Mariners to add Brant Brown to coaching staff (source)

SEATTLE -- The Mariners have an agreement in place to bring Brant Brown onto their coaching staff, a source told MLB.com on Wednesday night. The club has not confirmed.

It’s unclear what the exact role and title will be, but Brown was the Marlins' hitting coach last season.

The move brings into clearer focus what Seattle’s staff will look like under manager Scott Servais in 2024, with the entire group expected to return other than Stephen Vogt, whom the Guardians hired as their manager earlier this month.

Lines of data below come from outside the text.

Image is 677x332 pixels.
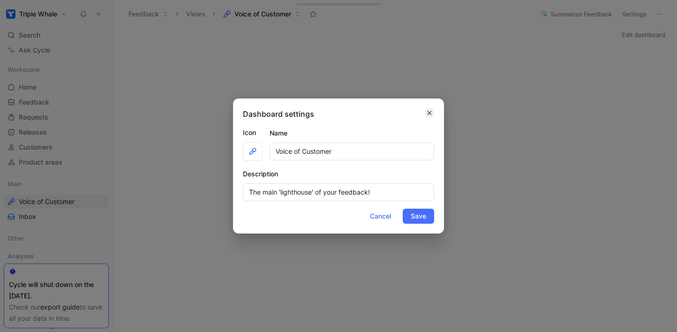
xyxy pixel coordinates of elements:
input: Your view name [270,143,434,160]
button: Save [403,209,434,224]
span: Cancel [370,211,391,222]
span: Save [411,211,426,222]
label: Icon [243,127,263,138]
input: Your view description [243,183,434,201]
button: Cancel [362,209,399,224]
h2: Description [243,168,278,180]
h2: Name [270,128,287,139]
h2: Dashboard settings [243,108,314,120]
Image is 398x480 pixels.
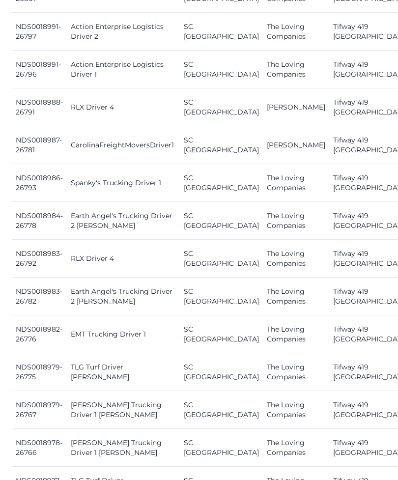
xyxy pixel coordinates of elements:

Mariners president of baseball operations Jerry Dipoto told reporters at the GM Meetings last week that Vogt was slated to be promoted to a bench-coach role had he remained.

Vogt vacated his position as Seattle’s bullpen coach after one season following a successful 10-year playing career, and Tony Arnerich will shift to that post after spending the past two seasons as the club’s hitting coach alongside director of hitting strategy Jarret DeHart. The Mariners had gone with a two-man operation before Tim Laker left after 2021.

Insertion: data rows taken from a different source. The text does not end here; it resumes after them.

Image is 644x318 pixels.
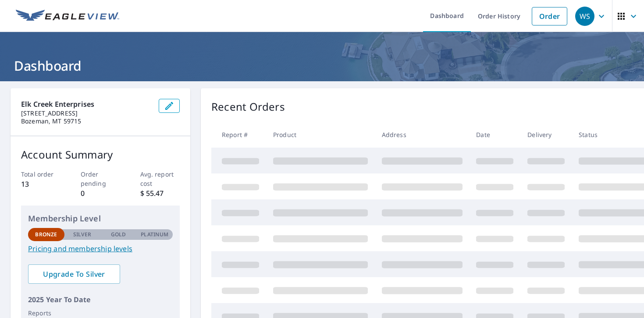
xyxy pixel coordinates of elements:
[10,57,634,75] h1: Dashboard
[35,269,113,279] span: Upgrade To Silver
[21,147,180,163] p: Account Summary
[28,294,173,305] p: 2025 Year To Date
[532,7,567,26] a: Order
[140,188,180,198] p: $ 55.47
[28,213,173,225] p: Membership Level
[28,264,120,284] a: Upgrade To Silver
[211,99,285,114] p: Recent Orders
[81,169,121,188] p: Order pending
[141,230,168,238] p: Platinum
[16,9,119,23] img: EV Logo
[21,117,152,125] p: Bozeman, MT 59715
[211,122,266,147] th: Report #
[520,122,572,147] th: Delivery
[575,7,595,26] div: WS
[35,230,57,238] p: Bronze
[140,169,180,188] p: Avg. report cost
[470,122,520,147] th: Date
[21,99,152,109] p: Elk Creek Enterprises
[73,230,92,238] p: Silver
[375,122,470,147] th: Address
[21,109,152,117] p: [STREET_ADDRESS]
[111,230,126,238] p: Gold
[266,122,375,147] th: Product
[21,169,61,179] p: Total order
[28,243,173,254] a: Pricing and membership levels
[21,179,61,189] p: 13
[81,188,121,198] p: 0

Brown rejoins the organization after spending the 2013-17 seasons contributing in Seattle’s farm system, serving as the Minor League offensive coordinator in his final year before joining the Dodgers’ Major League coaching staff.

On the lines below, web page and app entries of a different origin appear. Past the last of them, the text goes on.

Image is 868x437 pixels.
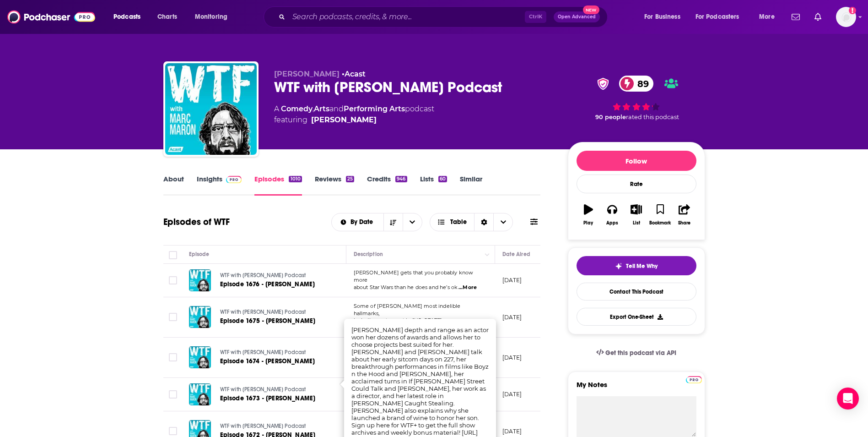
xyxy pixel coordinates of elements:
[678,220,690,226] div: Share
[7,9,95,26] a: Podchaser - Follow, Share and Rate Podcasts
[648,198,672,231] button: Bookmark
[759,10,775,23] span: More
[568,70,705,126] div: verified Badge89 90 peoplerated this podcast
[169,353,177,361] span: Toggle select row
[289,175,301,182] div: 1010
[289,9,525,24] input: Search podcasts, credits, & more...
[164,175,184,196] a: About
[220,423,306,429] span: WTF with [PERSON_NAME] Podcast
[502,353,522,361] p: [DATE]
[220,394,315,402] span: Episode 1673 - [PERSON_NAME]
[395,175,407,182] div: 946
[330,104,344,113] span: and
[577,175,697,193] div: Rate
[607,220,618,226] div: Apps
[189,9,240,24] button: open menu
[220,349,329,356] a: WTF with [PERSON_NAME] Podcast
[837,388,859,410] div: Open Intercom Messenger
[169,390,177,399] span: Toggle select row
[633,220,640,226] div: List
[811,9,825,25] a: Show notifications dropdown
[169,312,177,321] span: Toggle select row
[367,175,407,196] a: Credits946
[615,262,622,269] img: tell me why sparkle
[558,15,596,20] span: Open Advanced
[220,272,329,280] a: WTF with [PERSON_NAME] Podcast
[332,218,384,226] button: open menu
[195,10,228,23] span: Monitoring
[482,249,493,260] button: Column Actions
[274,103,434,125] div: A podcast
[384,213,402,231] button: Sort Direction
[346,175,354,182] div: 25
[553,12,600,23] button: Open AdvancedNew
[577,283,697,301] a: Contact This Podcast
[157,10,177,23] span: Charts
[626,114,679,121] span: rated this podcast
[254,175,301,196] a: Episodes1010
[583,220,593,226] div: Play
[331,213,423,231] h2: Choose List sort
[686,374,702,383] a: Pro website
[626,262,657,269] span: Tell Me Why
[152,9,182,24] a: Charts
[644,10,680,23] span: For Business
[342,70,366,78] span: •
[577,308,697,326] button: Export One-Sheet
[525,11,546,23] span: Ctrl K
[107,9,153,24] button: open menu
[502,276,522,284] p: [DATE]
[354,248,383,259] div: Description
[600,198,624,231] button: Apps
[459,284,477,291] span: ...More
[836,7,856,27] img: User Profile
[619,75,654,92] a: 89
[351,218,376,226] span: By Date
[577,380,697,396] label: My Notes
[628,75,654,92] span: 89
[650,220,671,226] div: Bookmark
[165,63,257,155] img: WTF with Marc Maron Podcast
[220,317,315,324] span: Episode 1675 - [PERSON_NAME]
[281,104,312,113] a: Comedy
[220,272,306,278] span: WTF with [PERSON_NAME] Podcast
[624,198,648,231] button: List
[220,385,329,394] a: WTF with [PERSON_NAME] Podcast
[113,10,140,23] span: Podcasts
[354,284,458,291] span: about Star Wars than he does and he’s ok
[589,341,684,364] a: Get this podcast via API
[169,276,177,284] span: Toggle select row
[848,7,856,14] svg: Add a profile image
[226,175,242,183] img: Podchaser Pro
[605,349,676,356] span: Get this podcast via API
[189,248,210,259] div: Episode
[686,376,702,383] img: Podchaser Pro
[220,280,315,288] span: Episode 1676 - [PERSON_NAME]
[430,213,513,231] button: Choose View
[577,198,600,231] button: Play
[220,422,329,431] a: WTF with [PERSON_NAME] Podcast
[196,175,242,196] a: InsightsPodchaser Pro
[753,9,786,24] button: open menu
[460,175,482,196] a: Similar
[164,216,229,228] h1: Episodes of WTF
[420,175,447,196] a: Lists60
[354,302,461,316] span: Some of [PERSON_NAME] most indelible hallmarks,
[314,104,330,113] a: Arts
[220,386,306,392] span: WTF with [PERSON_NAME] Podcast
[344,104,405,113] a: Performing Arts
[354,317,442,330] span: including a story set in [US_STATE][GEOGRAPHIC_DATA], a m
[638,9,692,24] button: open menu
[577,256,697,275] button: tell me why sparkleTell Me Why
[220,309,306,315] span: WTF with [PERSON_NAME] Podcast
[690,9,753,24] button: open menu
[583,5,600,14] span: New
[220,280,329,289] a: Episode 1676 - [PERSON_NAME]
[220,357,315,365] span: Episode 1674 - [PERSON_NAME]
[577,150,697,171] button: Follow
[220,316,329,326] a: Episode 1675 - [PERSON_NAME]
[220,394,329,403] a: Episode 1673 - [PERSON_NAME]
[474,213,493,231] div: Sort Direction
[788,9,804,25] a: Show notifications dropdown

Prior, he was the Mariners’ Minor League outfield coordinator, and before that, he’d spent six seasons as a hitting coach in the Rangers’ organization, where he began his coaching career after playing parts of seasons in the Majors, including three alongside Servais with the Cubs from 1996-98.

It’s Brown's most recent roles that have put him back on the Mariners’ radar.

In Miami, Brown oversaw a Marlins lineup that surprised the industry by climbing all the way to the postseason for just the second time since 2003. There, he worked with players like batting champion Luis Arraez and slugger Jorge Soler, who recently became a free agent and could be a Mariners target. For all of their upstart success, the Marlins are experiencing significant turnover this offseason to the staff of Skip Schumaker, who just won the National League Manager of the Year Award in his first season.

Brown was the Dodgers' hitting coach from 2020-22 after being promoted from assistant hitting coach, a role he served from 2018-19. Los Angeles reached the postseason in each of those years largely on the shoulders of an elite offense. Personnel was certainly a factor there, too, including Cody Bellinger and Justin Turner, both of whom are free agents and could potentially be fits in Seattle.

Brown will bring his pedigree to T-Mobile Park, a venue well known to be more of a disadvantage to hitters, particularly in the cooler months. The Mariners ranked average to slightly above average by most metrics last year, but the lineup was also the most glaring culprit behind their most significant shortcomings.